Moneybox

The $25 Million Man

Did the government’s huge reward help nail Bin Laden?

Elsewhere in Slate, Daniel Byman analyzes the future of al-Qaida after Osama Bin Laden, John Dickerson looks at Obama’s secret meetings, and Jack Shafer says to follow the news skeptically. Dahlia Lithwick says it’s time to end the war on terror, Chris Beam explains the mood in Pakistan, and Dave Weigel looks at Congress’ reaction. For the most up-to-date-coverage, visit the Slatest. Slate’s complete coverage is rounded up here

Bin Laden

For much of the past 10 years, the United States has been offering a reward of $25 million for information leading to the capture of Osama Bin Laden. Now that he has been found and killed, who, if anyone, gets the reward money?

The unsatisfying answer is that we do not know. It seems that nobody sold Bin Laden out—the government likes boasting about it when it happens, in part to encourage more people to turn criminals in for cash. But for the moment, the government is not saying whether it paid any informants.

Bin Laden sat at the top of the FBI’s most-wanted list, but it was not the FBI actually offering the reward. It was the State Department, through a special program, Rewards for Justice, that pays for information leading to the capture of terrorists. In Bin Laden’s case, the State Department pledged $25 million and the Airline Pilots Association and Air Transport Association added another $1 million each, offered to anyone who brought the government to Bin Laden.

Rewards for Justice has a track record of gaining actionable intelligence with cash prizes. So far, it has paid out more than $100 million to 60 informants and been central to the capture of Odai and Qusai Hussein, Saddam’s sons; Ramzi Yousef, convicted of the 1993 World Trade Center bombing; and others. Foggy Bottom likes publicizing the program and describing the criminals nabbed with tips from the public. But it remains otherwise tight-lipped: Almost all details about Rewards for Justice stay classified, and we do not know the recipients of any of the disbursed funds.

Tanya Powell, a spokeswoman for the State Department, confirms that the reward is no longer available, since Bin Laden is dead. But she says that the department declines to say whether anyone received part or all of the cash, or might be still be under consideration for it, because of information they supplied leading to the Pakistan raid.

How do you get a Reward for Justice? First, a U.S. “investigating agency,” such as the Defense Department or the CIA, needs to nominate the tipster. (Employees of the government, whether civilian or military, are not eligible for the reward money.) Then, an Interagency Rewards Committee examines the nomination and gives it an OK. The secretary of state has final discretion over whether to make an award and also the amount given. Though the State Department advertised a $25 million reward for Bin Laden, the total could have ended up being much higher.

So far, the Obama administration has said that initial intelligence came from Guantanamo detainees, who provided the name of Bin Laden’s most-trusted courier. The government gathered information on the courier for four years, ultimately tracking him to the Abbottabad, Pakistan, compound where they got Bin Laden. There is no chance the Gitmo detainees will get the prize money. The unanswerable question, at least for now, is whether anyone else provided actionable intelligence leading to Bin Laden.

If the government did pay the reward—perhaps to a local suspicious of the $1 million home with a security fence, no phone line, and no trash—it would be money very well-spent. The United States has spent many billions trying to find and track Bin Laden. For instance, the New York Times reports today that the United States has been paying Pakistan “more than $1 billion a year for counterterrorism operations whose chief aim was the killing or capture of Bin Laden.” In comparison, $25 million looks like peanuts.

But as a general point, economists and crime watchers do not have much to go on when it comes to figuring out how well such programs work, dollar for dollar. As Loyola Law School professor Alexandra Natapoff puts it in her book Snitching, when it comes to terrorism, informants, and rewards, “data is simply unavailable.”

Still, the State Department describes Rewards for Justice as “one of the most valuable U.S. government assets in the fight against international terrorism.” And its tendency to hype the program and its successes at least implies that this time the United States got the bad guy the old-fashioned way.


§ **The problem**
Write out every record below exactly, leaving the pictures out.

:::

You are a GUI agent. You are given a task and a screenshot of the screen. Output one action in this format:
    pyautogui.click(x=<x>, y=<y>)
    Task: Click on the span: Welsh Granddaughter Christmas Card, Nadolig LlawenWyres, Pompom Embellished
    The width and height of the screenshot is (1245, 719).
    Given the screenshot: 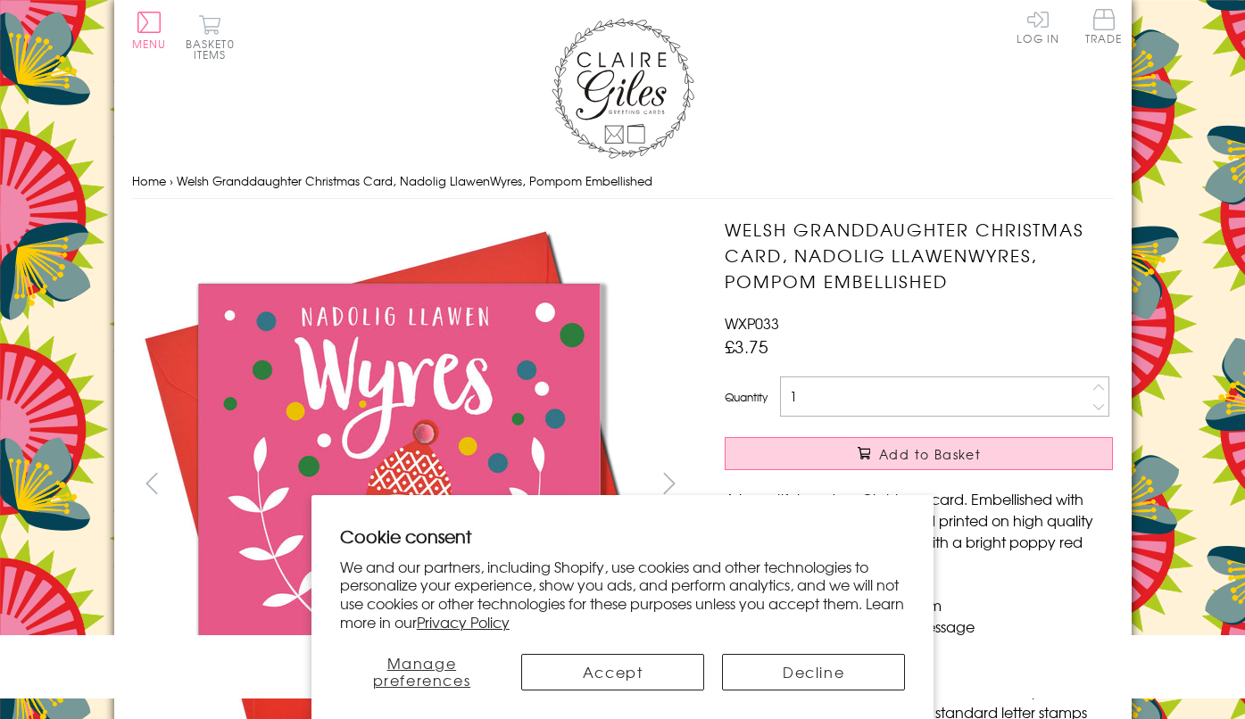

:::

§ **Expected answer**
You are a GUI agent. You are given a task and a screenshot of the screen. Output one action in this format:
    pyautogui.click(x=<x>, y=<y>)
    Task: Click on the span: Welsh Granddaughter Christmas Card, Nadolig LlawenWyres, Pompom Embellished
    The width and height of the screenshot is (1245, 719).
    Given the screenshot: 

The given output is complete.